On 2013-02-18 01:52, Kevin Wolf wrote:
On Fri, Feb 15, 2013 at 10:16:11PM +0100, Stefan Weil wrote:
It looks like most (but not all) versions of gcc emit built-in code
for ffs() even for compilations without optimisation. I have to provide
additional compiler options (e.g. -fno-builtin-ffs) to get a real
function call.
Only then I get the linker errors which you see.
Obviously your compiler behaves different (or did you add extra
compiler options?).
Try this short test.c code:
int ffs(unsigned n);
int main(int argc, char *argv[])
{
return ffs(argc);
}
On Debian, I compiled and tested like this:
amd64-mingw32msvc-gcc -c -g -O0 test.c
amd64-mingw32msvc-nm test.o
There is no ffs function call in the resulting binary.

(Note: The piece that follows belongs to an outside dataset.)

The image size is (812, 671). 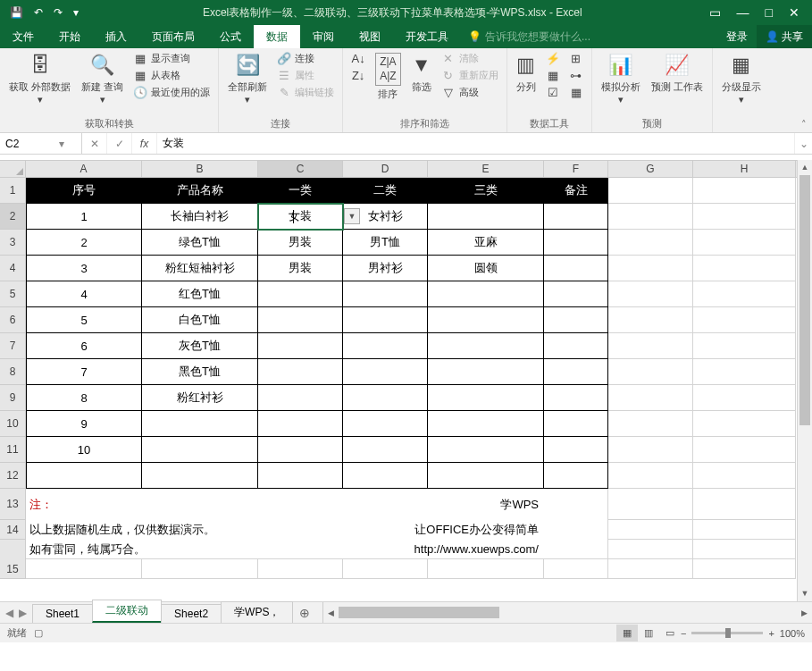 I want to click on fx-button: fx, so click(x=145, y=143).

If your compiler creates a function call, we have to know
why and whether there is a simple rule which versions of
gcc behave like that. If there is no simple rule, we need
a configure check.
A configure check would require that a compiler either creates always a
function call, or never. I'm not sure if you can rely on that.

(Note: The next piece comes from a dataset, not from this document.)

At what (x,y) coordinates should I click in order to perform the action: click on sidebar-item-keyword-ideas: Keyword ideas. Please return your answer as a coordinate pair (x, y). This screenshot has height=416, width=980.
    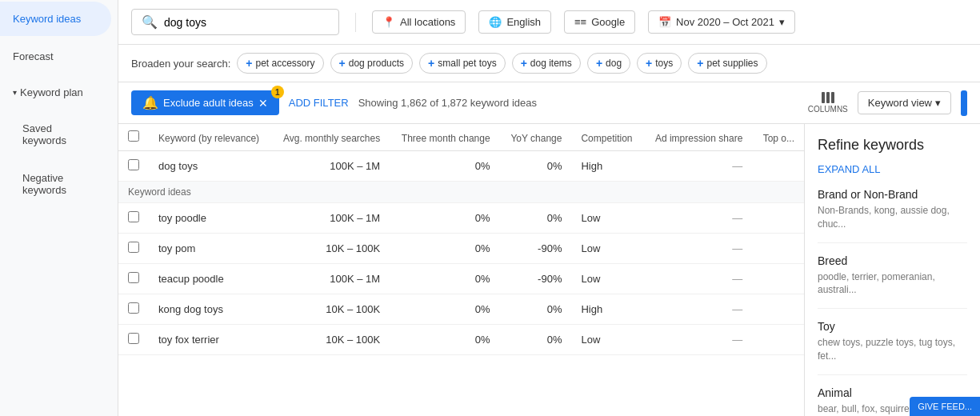
    Looking at the image, I should click on (56, 19).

Almost certainly best to stop using a system ffs and use the ctz
for which we have plain old arithmetic fallback support. It would also
clean up the subtraction in e.g.
hw/pci/pci.h: return (val & mask) >> (ffs(mask) - 1);
hw/strongarm.c: bit = ffs(diff) - 1;
target-ppc/cpu.h: int tlb_bits = ffs(booke206_tlb_size(env, tlbn)) - 1;
i.e. almost every place that we actually use ffs today.